Not Gone, but Forgotten?
A few minutes into his Inaugural Address, on Jan. 20, 1989, George Bush--a Republican President often derided for his inattention to domestic problems--looked out at the crowd and declared, "My friends, we have work to do." The first task: helping "the homeless, lost and roaming." Ten years later, Bill Clinton--a Democratic President often praised for his acuity on social issues--delivered his seventh State of the Union address. In the course of 77 min. and 99 proposals, Clinton didn't offer any plans to combat homelessness. He never even brought it up.
What has become of this once pressing issue? In the 1980s homelessness was widely regarded as a national emergency, one that drew heavy media coverage and gave rise to mass demonstrations (in 1986, 5 million Americans joined hands along a 4,000-mile line across the country to raise money for the homeless). That kind of public outcry led to the passage of the first and only federal law to assist homeless Americans, the McKinney Act of 1987, which authorized millions of dollars in funding for housing and hunger relief. But today that spirit is gone. In 1987 the number of articles on homelessness that appeared in the New York Times, Washington Post, Chicago Tribune and Los Angeles Times totaled 847; in 1996 those four dailies ran just 200 stories on the subject. As recently as 1991, 8% of Americans said homelessness--more than crime, the budget deficit, education or the decline of American values--was "the main problem facing the country today." Only half as many people now believe that. "Most of the emphasis today is on the feel-good," says Housing and Urban Development Secretary Andrew Cuomo, who founded a New York City homeless agency in 1986. "People don't want to focus on problems. But there's also the sense that the problem is apparently getting better."
But has it got better? Reliable estimates of the homeless population have always been hard to come by. In the early '80s Mitch Snyder, the late founder of the Center for Creative Non-Violence, an advocacy group in Washington, claimed that there were 3 million homeless in America on any given night. He later admitted that he'd made up the figure. A 1988 Urban Institute survey offered an estimate of 600,000 homeless; but after the 1990 Census, the General Accounting Office put the number at 300,000. A 1994 study examined computer data on shelter turnover rates from 1988 to 1992 and found that between 5 million and 7 million Americans had been homeless at one time or another during those years.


In how many lines of the listing below does "additives" appear? Give only the figure.

Source material: Begin

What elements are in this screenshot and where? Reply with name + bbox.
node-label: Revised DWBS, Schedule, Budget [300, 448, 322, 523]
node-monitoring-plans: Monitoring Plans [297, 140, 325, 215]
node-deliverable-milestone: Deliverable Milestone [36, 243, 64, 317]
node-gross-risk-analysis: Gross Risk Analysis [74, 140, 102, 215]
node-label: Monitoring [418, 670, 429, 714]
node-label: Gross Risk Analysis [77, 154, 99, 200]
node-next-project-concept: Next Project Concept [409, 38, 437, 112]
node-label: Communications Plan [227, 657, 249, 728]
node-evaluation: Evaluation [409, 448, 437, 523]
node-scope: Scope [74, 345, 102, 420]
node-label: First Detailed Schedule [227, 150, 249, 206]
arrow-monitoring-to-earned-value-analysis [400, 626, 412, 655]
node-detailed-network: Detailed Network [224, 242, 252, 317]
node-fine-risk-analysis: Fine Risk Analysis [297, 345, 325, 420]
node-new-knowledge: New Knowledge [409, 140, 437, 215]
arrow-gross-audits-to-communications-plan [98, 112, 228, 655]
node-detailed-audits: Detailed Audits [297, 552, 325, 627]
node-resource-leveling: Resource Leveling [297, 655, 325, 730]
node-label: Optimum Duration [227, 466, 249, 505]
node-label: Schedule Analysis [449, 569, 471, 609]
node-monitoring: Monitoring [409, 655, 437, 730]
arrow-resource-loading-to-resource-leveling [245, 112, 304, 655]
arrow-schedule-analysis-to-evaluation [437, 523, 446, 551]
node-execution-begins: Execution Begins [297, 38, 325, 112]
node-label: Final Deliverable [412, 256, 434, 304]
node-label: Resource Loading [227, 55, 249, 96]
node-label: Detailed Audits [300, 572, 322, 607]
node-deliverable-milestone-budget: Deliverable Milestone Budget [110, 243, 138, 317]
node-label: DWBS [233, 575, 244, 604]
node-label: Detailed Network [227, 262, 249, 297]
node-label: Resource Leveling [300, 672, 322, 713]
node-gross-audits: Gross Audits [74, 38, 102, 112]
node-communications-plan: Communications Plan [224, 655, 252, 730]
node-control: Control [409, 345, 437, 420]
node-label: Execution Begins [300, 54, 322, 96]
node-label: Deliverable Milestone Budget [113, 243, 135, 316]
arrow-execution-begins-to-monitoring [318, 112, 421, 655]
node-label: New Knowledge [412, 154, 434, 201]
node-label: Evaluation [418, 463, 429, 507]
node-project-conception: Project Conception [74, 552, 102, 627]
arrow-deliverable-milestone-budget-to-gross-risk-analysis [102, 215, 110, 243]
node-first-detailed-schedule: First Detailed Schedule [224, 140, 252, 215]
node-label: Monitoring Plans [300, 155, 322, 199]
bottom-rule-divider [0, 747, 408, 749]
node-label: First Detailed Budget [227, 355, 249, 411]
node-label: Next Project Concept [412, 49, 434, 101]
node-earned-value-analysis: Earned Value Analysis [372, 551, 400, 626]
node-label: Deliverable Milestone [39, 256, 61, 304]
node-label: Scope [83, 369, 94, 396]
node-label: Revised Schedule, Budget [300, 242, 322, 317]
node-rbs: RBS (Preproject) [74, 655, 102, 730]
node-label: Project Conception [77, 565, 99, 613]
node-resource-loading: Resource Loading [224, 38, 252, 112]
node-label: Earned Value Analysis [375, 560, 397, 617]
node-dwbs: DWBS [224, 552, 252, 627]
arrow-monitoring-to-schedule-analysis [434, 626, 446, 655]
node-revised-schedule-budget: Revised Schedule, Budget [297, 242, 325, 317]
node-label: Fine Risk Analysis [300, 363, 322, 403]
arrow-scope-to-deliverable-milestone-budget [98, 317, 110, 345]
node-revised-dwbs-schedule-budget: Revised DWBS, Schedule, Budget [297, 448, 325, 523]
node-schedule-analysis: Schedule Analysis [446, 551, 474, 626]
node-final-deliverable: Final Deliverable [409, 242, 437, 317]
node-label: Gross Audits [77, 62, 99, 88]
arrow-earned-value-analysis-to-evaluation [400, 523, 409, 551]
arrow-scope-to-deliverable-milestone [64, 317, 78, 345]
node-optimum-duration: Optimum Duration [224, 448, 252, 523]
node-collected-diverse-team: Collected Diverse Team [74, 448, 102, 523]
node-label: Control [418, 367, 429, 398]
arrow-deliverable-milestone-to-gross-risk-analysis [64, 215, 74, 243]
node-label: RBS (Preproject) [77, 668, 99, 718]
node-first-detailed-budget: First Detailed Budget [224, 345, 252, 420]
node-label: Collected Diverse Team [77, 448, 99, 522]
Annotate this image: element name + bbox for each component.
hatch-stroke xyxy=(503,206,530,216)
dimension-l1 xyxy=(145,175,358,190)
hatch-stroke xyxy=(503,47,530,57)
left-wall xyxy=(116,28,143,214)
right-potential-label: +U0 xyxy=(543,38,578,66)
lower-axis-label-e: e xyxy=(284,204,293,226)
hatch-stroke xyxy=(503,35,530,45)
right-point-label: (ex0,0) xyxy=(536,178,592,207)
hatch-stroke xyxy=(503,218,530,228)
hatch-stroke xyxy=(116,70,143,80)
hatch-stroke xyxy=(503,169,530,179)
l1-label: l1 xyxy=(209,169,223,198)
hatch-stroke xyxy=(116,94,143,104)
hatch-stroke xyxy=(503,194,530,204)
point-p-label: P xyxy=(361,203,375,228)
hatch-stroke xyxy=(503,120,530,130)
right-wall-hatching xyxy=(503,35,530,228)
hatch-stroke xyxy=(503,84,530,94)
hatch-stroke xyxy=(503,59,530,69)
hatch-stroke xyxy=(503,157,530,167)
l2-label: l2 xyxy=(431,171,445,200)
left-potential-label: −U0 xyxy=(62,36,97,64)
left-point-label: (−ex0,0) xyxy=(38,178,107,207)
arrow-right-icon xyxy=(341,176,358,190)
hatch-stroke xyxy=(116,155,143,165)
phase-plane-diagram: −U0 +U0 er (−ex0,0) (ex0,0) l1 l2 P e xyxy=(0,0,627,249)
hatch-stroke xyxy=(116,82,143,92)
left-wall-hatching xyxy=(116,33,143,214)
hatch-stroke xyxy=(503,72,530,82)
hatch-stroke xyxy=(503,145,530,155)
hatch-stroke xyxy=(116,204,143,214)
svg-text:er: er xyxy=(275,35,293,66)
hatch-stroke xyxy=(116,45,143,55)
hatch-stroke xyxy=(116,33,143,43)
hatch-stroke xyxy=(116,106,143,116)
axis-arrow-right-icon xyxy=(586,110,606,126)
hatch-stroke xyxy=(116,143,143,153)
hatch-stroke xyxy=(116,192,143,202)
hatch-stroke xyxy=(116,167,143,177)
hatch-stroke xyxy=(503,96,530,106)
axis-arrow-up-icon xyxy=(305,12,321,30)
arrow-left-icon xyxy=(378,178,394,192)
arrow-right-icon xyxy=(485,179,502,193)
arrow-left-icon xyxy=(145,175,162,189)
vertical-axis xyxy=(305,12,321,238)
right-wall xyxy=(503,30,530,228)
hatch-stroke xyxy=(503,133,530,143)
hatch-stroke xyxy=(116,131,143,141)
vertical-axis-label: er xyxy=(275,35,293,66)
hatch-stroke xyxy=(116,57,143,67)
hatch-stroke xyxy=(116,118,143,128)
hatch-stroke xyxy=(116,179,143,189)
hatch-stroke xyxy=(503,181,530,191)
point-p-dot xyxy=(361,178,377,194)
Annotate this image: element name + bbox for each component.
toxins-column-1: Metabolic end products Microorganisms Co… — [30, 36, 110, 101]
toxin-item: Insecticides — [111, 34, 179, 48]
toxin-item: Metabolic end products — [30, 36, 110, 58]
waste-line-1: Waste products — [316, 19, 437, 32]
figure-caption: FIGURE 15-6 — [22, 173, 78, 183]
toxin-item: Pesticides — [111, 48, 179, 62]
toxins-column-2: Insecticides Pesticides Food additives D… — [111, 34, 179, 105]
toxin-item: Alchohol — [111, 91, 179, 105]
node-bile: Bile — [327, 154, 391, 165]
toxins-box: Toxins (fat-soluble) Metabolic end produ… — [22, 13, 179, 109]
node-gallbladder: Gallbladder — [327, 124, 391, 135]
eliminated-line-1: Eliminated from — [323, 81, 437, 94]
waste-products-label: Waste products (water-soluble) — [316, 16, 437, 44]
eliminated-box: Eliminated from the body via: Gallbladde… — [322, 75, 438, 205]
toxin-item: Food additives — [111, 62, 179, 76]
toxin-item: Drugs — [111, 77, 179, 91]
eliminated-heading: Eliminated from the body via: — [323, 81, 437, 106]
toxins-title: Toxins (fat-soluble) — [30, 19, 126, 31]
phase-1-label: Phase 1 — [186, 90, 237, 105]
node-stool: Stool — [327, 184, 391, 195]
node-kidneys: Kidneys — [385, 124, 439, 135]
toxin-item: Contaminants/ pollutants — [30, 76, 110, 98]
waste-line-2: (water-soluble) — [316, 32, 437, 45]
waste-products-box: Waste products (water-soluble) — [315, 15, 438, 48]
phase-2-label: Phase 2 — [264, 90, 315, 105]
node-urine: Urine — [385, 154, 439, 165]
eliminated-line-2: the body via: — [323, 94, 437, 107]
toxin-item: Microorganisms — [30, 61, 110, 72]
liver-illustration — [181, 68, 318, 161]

Source material: End

* [Exercise output] 2